Eighth commandment: "TV creates immediate consensus, subject to immediate change." Well, really. What this means is that either TV creates consensus or it doesn't. Can't disagree with that, eh?
Ninth commandment: "There never was a mass audience, except by compulsion." Well, we all know what Mr. Znaimer is implying here – niche marketing and all that. Nevertheless, when everyone watches television, that's a mass audience. They may not all be watching the same program, but as McLuhan (whose name is rather shamelessly profaned in the promotion of this colloquium) showed us, that's not the point. They are all worshipping at the shrine of the great corporations.

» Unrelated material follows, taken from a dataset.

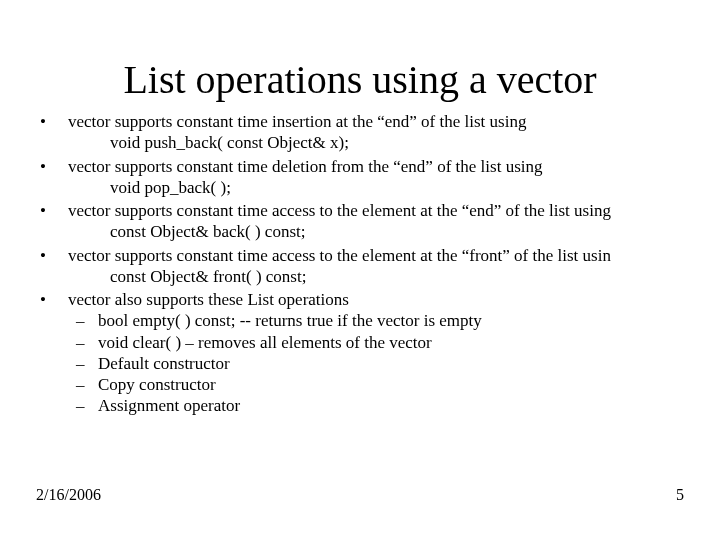  Describe the element at coordinates (377, 188) in the screenshot. I see `bullet-indent: void pop_back( );` at that location.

Tenth commandment: "Television is not a problem to be managed, but an instrument to be played." Mr. Znaimer's stations have the distinct air of a problem being managed, and specifically a financial problem. News reporters do their own camera and sound. The remotes on Breakfast TV often are simply promotions for private businesses. There is no out-of-town reporting. Everything is slashed to the bone, and that is the secret of the City-tv look. That's why every English-language show of Mr. Znaimer's is a cobbling together of promotional clips and promotional interviews.
In the end, though, you have to hand it to Mr. Znaimer. Here he is well behind in the race for the Southern Ontario television audience (when was the last time you saw a City-tv show in the Top 40?), but he's a bloody guru. And, one suspects he's using his status as a guru to teach his competitors the exact opposite of the secrets of his success.
Here for the record are the real ten commandments of Znaimervision:
- Television is the triumph of advertising over experience.
- Print created illiteracy. TV created advertisements everyone can understand.
- The true nature of television is show, not flow.
- As worldwide television expands, the demand for local programming decreases.
- The best TV tells me what advertisers want it to tell me.
- TV is about the absolute lack of uniqueness of the human being.
- TV's chief operating skill is cost-cutting.
- TV creates customers, subject to immediate consumption.
- There is a mass audience even for Znaimervision.
- Television is a business.
And television is a business. If Mr. Znaimer is not trying, commendably, to mislead his competition (for is that not what competition, the foundation of all we hold dear in Western civilization, is about?) then perhaps he is following another commendable strategy of trying to make television look special so it can be better marketed.
And maybe even so that he can market it better to himself.